We had our first experience with Night in the Woods several years ago at Sony’s PSX Event in Las Vegas. At the time it was one of the more memorable titles that billed itself as sort of a Wonder Years game with anthropomorphized animals in the lead roles. Now so many years later when we finally get to see the game, we’re pleased to see much of that relatable experience is there.
You play as Mae as you return home after having recently dropped out of a brief stint at college. The tutorial segment sees you navigate a train station briefly before being confronted by the local 50 who fortunately is Mae’s aunt who takes him home to see her parents where the story picks up.

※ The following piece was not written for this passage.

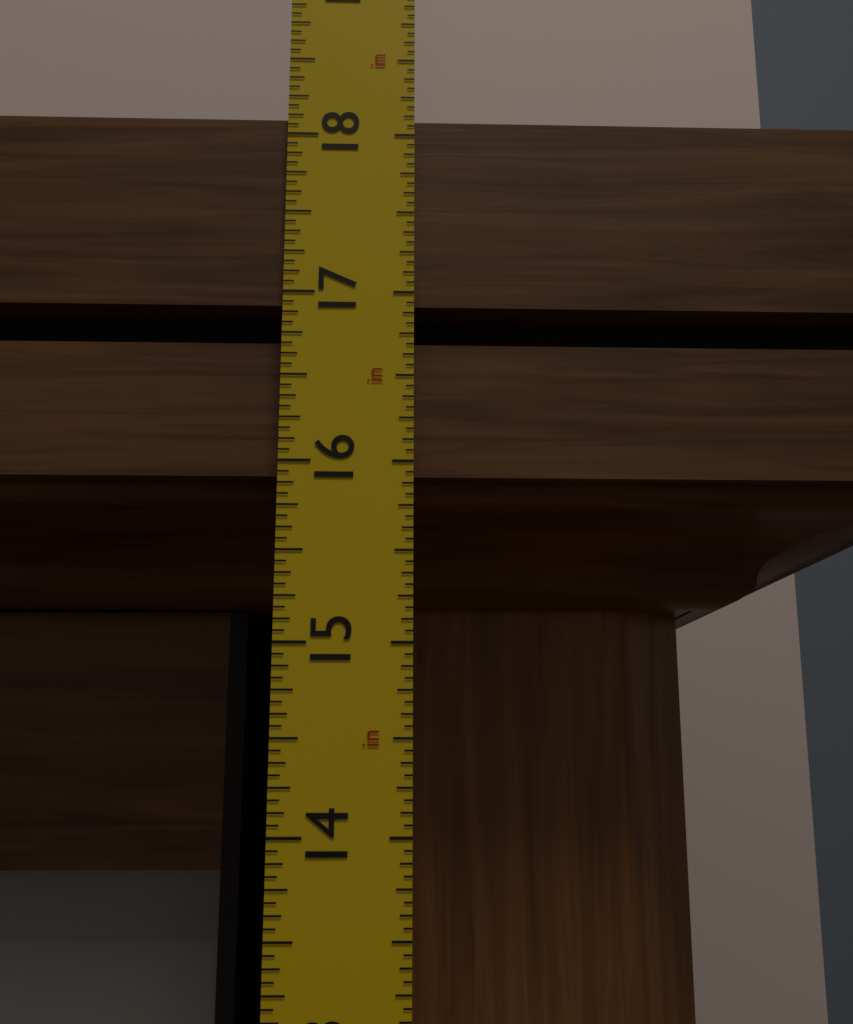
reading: 18.1250 in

What follows are a series of moments that may hit a little close to home for many of us. Your parents try and fail to understand your decisions. Your friends you haven’t seen in a while are drifting away in their own respective worlds. The town in which you grew up is changing and you have history both good and bad with the locals that is reflective in every conversation. You get a little too drunk at a party and embarrass yourself. In our favorite sequence you manage to rekindle a friendship but engaging in some hijinks at the nearly abandoned old mall. Again, all of this is set to a consistently top notch soundtrack.

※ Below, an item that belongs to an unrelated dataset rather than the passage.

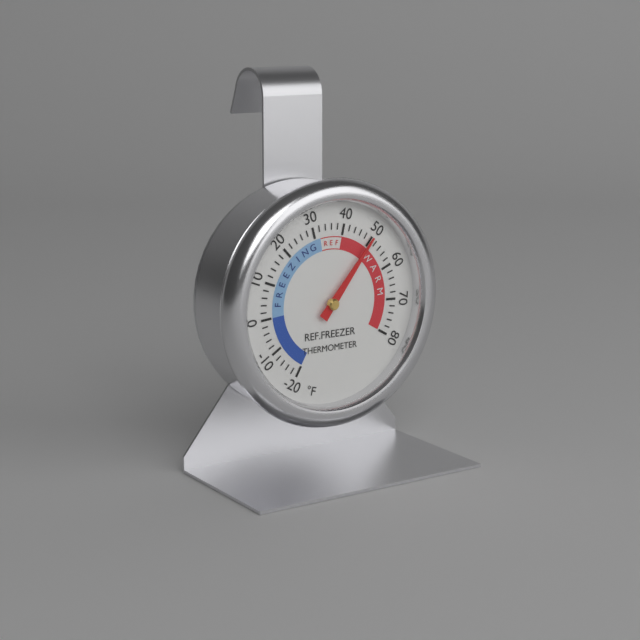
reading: 50 °F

But as the game starts to reach a natural conclusion and you’ll finally address your demons with your friends and family, you witness a kidnapping and the game changes tone almost completely. You start to have strange and pointless nightmares that seem to serve only as filler to pad out the playtime of the game as you hunt for ghostly bandmembers to complete the nightmare. Your motley crew starts a ghost hunt to make sense of the strange occurrences and disappearances in the town. The culminates in a mine where your confronted with some strange truths and your teams makes even stranger decisions to handle such truths. We want to avoid spoilers but we were just scratching our heads as the crew almost made light what’s happening moments before one last jam session instead of, say calling the police.

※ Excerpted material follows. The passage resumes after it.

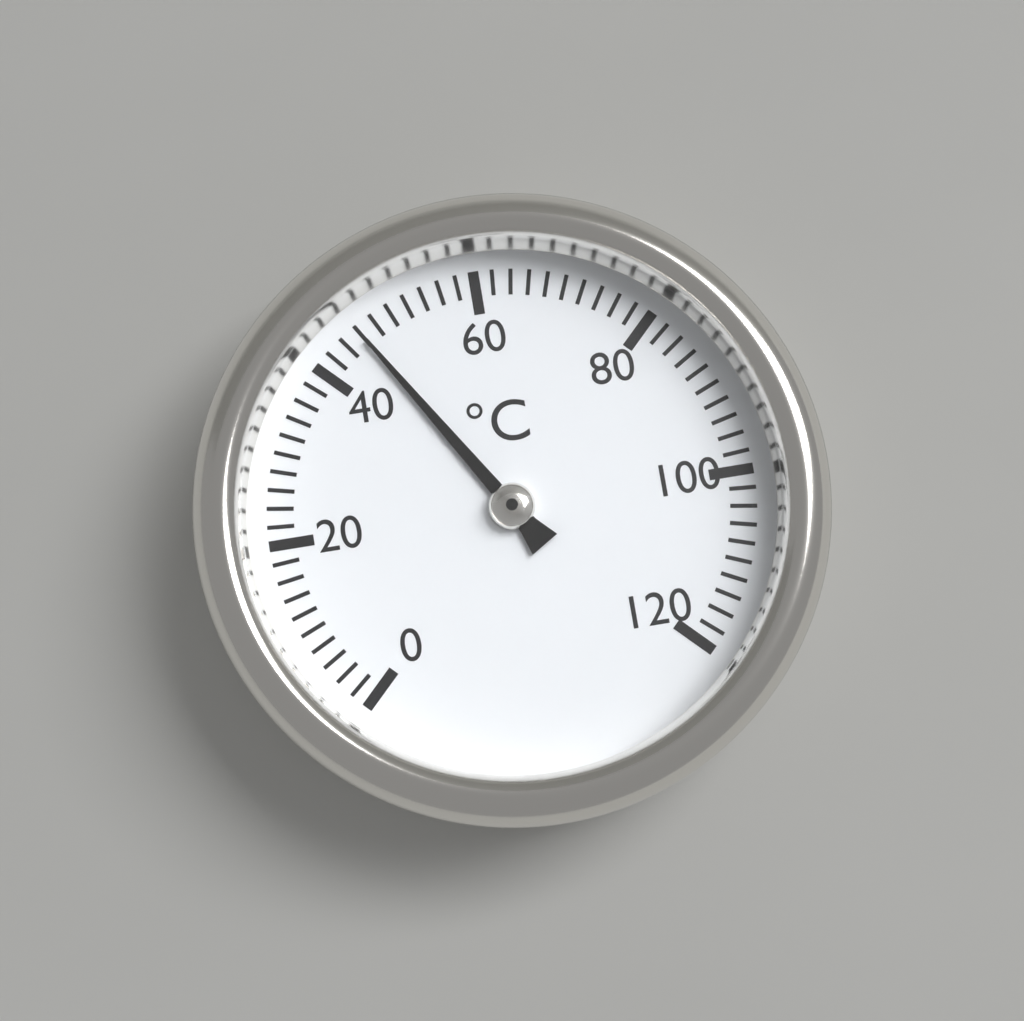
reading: 46 °C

There’s a beautiful game to play here for the first 5-6 hours but once people start disappearing the game begins to stumble and frankly never gets back on track again which makes the back half of the game more of a chore than it should be (especially due to those damn nightmare levels). Here’s the breakdown.
What works well
The devs do a great job of making these animals relatable through Mae’s very real experiences with social anxiety and general aimlessness in life. A game focused entirely on that would be outstanding.
What doesn’t work well
Well the second half twist that is a complete shift and seems like it belongs in a completely separate game brings this whole experience down. Instead of rebuilding a tenuous relationship with a friend and coming to terms with my own issues, I’m mashing the square button to kick a dude in the face.
Overall: Good but skippable
We highly encourage you to check out the soundtrack and maybe watch some Let’s Play videos to get a sense of the style before you decide to invest. Also just know instead of dealing with complexity of adolescence the game opts to simply point at it before getting distracted by balls out ridiculous plot that’s shoehorned into the game with bare bones foreshadowing.